Solving Native Memory Leaks in Mobile Apps
Article Summary
Sid Rathi from Expedia Group debugged a production nightmare: KStream apps dying in an endless OOM loop. The culprit? A single unclosed iterator eating native memory.
Expedia engineers faced a vicious cycle where Kafka Streams applications kept crashing from out-of-memory errors. New instances would spin up, rebalance, then fail again within minutes. The leak wasn't in heap memory, making it exceptionally hard to diagnose.
Key Takeaways
- Scaling horizontally made the problem worse: memory jumped 5 to 10GB in 50 minutes
- RocksDB state store iterators were never closed, leaking native memory via OS page cache
- Fix was simple: wrap iterator in try-with-resources to auto-close after use
- Docker memory usage stabilized completely after deploying the one-line fix
An unclosed RocksDB iterator caused unbounded native memory growth that horizontal scaling couldn't solve, but proper resource management with try-with-resources fixed permanently.
About This Article
Sid Rathi's KStream application kept crashing with OOM errors in production. Docker host memory was growing over time even though the JVM heap stayed constant, which pointed to a native memory leak outside the heap.
Rathi used YourKit profiler to compare memory snapshots taken at different times. He found that RocksDB state store iterators were never being closed. This caused native memory to grow without limit as the OS page cache buffered compressed data blocks.
After wrapping the iterator in try-with-resources to auto-close it, docker memory usage stayed flat over time. The application stopped losing containers to OOM errors. This ended the rebalancing cycle that had been causing problems before.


Task details
Every line in the entries where "this" is found should be copied.

Record excerpts
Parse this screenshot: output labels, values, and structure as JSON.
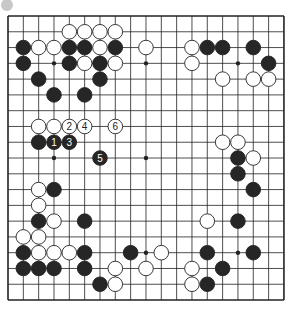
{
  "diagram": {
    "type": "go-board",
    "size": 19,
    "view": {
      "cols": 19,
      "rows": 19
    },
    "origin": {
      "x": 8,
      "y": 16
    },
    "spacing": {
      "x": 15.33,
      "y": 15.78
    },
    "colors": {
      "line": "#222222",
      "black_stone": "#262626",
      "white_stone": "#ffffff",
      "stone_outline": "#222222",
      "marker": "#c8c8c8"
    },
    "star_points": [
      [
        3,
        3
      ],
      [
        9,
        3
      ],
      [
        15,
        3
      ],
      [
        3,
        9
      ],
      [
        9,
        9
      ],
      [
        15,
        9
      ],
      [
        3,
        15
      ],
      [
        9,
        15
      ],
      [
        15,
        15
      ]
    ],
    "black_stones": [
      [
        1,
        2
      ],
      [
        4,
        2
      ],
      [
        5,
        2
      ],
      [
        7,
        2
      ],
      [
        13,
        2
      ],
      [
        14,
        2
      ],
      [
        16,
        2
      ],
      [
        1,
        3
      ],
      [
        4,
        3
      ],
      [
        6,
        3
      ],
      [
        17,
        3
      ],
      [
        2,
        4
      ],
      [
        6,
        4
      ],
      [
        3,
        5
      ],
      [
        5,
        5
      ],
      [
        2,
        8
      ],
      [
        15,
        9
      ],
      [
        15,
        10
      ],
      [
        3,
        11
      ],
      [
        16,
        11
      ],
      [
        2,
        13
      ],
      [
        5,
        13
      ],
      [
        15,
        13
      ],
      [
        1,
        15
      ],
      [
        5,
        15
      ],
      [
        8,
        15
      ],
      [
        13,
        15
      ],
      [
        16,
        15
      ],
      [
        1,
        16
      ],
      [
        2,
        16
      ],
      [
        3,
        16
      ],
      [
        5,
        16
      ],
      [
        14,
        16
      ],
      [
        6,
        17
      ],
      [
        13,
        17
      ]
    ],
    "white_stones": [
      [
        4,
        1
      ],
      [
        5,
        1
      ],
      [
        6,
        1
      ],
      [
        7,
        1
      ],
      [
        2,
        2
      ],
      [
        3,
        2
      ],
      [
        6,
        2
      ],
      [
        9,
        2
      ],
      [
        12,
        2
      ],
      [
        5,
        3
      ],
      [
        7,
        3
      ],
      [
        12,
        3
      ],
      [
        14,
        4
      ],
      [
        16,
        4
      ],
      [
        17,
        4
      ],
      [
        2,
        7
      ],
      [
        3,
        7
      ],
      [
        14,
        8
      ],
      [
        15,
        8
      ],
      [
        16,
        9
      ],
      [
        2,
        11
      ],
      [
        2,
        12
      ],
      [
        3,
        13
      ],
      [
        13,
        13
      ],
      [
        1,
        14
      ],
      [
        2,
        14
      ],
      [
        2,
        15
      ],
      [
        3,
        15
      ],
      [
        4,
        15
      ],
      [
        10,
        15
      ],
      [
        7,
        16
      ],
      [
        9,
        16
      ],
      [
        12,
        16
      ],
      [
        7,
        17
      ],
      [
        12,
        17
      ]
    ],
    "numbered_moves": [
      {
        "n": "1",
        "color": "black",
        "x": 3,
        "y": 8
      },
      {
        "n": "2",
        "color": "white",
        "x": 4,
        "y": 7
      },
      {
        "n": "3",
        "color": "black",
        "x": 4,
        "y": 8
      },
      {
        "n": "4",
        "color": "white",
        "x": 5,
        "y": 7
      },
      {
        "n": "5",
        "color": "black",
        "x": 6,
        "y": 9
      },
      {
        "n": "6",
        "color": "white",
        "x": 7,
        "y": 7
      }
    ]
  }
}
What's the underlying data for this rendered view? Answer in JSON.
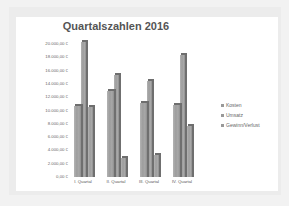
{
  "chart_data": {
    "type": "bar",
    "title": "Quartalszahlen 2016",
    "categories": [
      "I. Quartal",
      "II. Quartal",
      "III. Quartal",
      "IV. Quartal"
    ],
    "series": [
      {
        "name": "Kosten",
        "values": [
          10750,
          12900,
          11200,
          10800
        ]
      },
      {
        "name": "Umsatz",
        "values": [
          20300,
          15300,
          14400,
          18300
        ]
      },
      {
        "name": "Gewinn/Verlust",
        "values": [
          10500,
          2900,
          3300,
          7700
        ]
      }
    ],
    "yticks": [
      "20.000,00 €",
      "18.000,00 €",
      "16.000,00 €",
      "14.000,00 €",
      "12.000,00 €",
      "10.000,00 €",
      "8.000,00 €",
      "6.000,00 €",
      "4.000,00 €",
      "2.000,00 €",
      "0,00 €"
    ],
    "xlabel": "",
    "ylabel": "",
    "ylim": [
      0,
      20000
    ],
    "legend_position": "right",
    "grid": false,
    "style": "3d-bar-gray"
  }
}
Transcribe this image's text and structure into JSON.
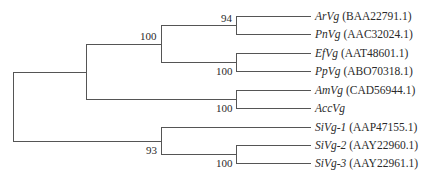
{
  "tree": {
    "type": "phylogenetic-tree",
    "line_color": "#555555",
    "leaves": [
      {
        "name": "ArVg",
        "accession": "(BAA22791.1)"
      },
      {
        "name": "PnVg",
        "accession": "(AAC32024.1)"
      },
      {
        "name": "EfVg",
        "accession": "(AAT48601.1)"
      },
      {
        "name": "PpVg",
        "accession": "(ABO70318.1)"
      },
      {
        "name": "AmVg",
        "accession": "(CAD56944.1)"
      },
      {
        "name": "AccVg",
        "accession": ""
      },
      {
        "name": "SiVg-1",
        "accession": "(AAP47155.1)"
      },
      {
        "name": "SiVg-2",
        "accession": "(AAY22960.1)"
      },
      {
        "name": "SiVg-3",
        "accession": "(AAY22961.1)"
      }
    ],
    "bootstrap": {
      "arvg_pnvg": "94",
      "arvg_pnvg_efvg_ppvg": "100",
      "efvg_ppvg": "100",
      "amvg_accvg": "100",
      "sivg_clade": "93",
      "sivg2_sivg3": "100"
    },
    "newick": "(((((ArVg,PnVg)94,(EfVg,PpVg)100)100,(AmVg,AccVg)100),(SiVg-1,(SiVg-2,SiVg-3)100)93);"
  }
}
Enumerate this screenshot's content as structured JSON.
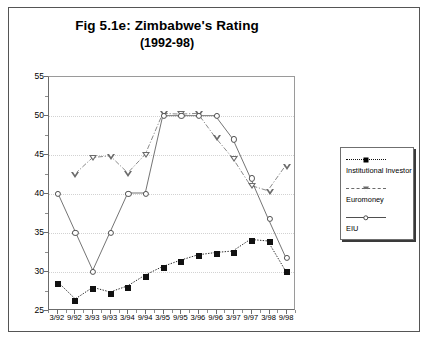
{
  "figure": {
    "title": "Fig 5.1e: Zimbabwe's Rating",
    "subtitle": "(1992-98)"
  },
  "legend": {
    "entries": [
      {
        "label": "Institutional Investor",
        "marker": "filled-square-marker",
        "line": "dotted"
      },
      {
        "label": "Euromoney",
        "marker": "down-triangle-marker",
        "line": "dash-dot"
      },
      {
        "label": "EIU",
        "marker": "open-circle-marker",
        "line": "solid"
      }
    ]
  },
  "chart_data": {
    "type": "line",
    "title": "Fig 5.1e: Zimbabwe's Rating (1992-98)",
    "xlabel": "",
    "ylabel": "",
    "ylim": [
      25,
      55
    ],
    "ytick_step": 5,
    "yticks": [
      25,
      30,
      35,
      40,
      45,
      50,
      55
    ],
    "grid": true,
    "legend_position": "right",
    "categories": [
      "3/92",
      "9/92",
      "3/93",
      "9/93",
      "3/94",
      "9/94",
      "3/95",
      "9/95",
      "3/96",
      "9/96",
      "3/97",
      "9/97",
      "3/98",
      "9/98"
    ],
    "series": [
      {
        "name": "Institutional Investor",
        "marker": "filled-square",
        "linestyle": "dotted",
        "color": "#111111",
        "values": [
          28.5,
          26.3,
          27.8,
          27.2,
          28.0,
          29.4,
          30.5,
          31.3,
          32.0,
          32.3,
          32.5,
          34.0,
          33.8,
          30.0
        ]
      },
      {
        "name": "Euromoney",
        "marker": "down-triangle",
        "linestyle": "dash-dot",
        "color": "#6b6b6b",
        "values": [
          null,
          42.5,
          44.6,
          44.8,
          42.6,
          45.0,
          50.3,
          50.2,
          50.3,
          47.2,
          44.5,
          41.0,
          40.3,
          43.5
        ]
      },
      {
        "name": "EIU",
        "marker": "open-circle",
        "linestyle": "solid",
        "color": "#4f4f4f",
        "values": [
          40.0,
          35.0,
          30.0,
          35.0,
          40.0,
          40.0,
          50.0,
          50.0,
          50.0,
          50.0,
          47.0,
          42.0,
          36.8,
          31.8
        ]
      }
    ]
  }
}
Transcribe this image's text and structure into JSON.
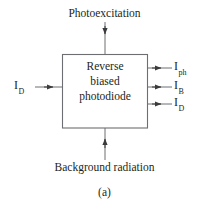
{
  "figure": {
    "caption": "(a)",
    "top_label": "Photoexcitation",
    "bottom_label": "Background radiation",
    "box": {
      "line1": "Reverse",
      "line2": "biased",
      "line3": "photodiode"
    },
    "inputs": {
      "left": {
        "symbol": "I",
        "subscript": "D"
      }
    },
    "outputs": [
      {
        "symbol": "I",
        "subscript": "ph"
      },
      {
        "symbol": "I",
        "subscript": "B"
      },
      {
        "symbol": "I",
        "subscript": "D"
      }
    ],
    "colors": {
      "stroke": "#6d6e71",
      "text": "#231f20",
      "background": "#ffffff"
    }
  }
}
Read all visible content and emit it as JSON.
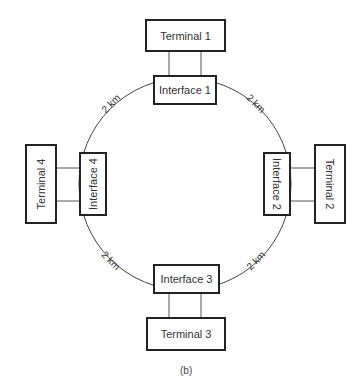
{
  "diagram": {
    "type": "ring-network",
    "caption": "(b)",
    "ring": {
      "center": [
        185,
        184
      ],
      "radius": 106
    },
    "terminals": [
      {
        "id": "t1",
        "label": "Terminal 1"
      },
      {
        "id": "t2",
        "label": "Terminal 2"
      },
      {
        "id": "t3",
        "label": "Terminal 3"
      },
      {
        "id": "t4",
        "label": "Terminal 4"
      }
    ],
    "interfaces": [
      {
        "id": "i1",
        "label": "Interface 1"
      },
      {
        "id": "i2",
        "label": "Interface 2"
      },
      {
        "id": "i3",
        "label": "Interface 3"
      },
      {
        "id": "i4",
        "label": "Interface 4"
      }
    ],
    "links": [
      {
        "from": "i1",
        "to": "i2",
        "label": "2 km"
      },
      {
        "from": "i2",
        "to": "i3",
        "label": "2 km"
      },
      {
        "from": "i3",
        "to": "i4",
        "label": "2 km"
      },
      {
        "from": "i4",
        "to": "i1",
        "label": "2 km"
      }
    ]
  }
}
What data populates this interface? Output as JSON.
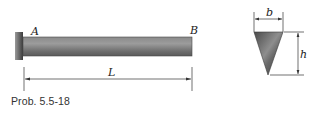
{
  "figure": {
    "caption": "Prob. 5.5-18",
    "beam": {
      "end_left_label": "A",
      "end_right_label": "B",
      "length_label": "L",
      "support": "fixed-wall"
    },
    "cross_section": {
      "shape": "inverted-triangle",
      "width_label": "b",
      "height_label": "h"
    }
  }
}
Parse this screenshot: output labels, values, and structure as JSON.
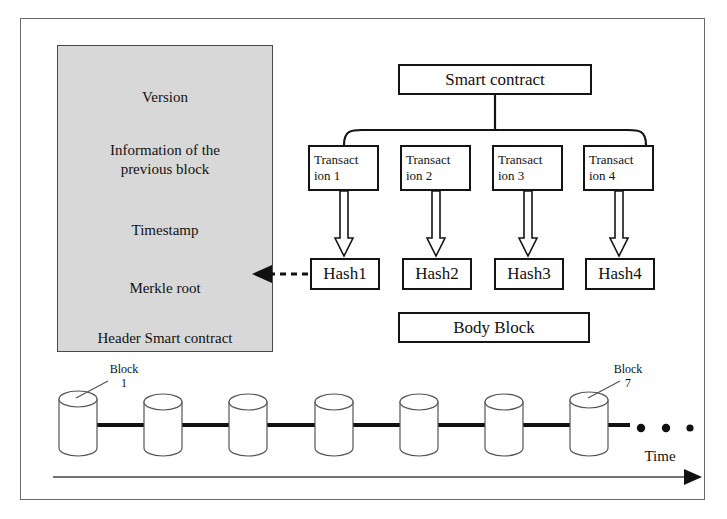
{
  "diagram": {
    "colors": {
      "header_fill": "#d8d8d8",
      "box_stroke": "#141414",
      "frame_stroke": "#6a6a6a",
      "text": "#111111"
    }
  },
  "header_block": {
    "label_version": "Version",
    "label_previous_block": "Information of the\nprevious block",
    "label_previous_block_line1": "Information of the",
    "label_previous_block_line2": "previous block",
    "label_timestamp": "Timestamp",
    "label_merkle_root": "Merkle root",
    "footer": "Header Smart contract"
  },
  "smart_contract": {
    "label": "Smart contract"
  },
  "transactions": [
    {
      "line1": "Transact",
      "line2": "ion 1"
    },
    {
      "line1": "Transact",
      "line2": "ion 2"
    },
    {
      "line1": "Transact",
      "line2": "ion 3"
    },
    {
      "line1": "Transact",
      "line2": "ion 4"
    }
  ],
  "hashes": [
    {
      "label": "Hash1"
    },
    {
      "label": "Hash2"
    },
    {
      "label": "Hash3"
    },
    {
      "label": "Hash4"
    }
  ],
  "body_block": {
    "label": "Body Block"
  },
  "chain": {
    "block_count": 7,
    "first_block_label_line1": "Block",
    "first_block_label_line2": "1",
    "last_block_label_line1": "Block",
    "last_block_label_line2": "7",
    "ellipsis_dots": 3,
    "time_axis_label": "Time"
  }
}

Answer to the exercise
Parse this screenshot: output labels, values, and structure as JSON.
What's the underlying data for this rendered view? Answer in JSON.
Transcribe this image's text and structure into JSON.
Enumerate this screenshot's content as structured JSON.
Transcribe this image's text and structure into JSON.
What data populates this interface? Output as JSON.
Parse this screenshot: output labels, values, and structure as JSON.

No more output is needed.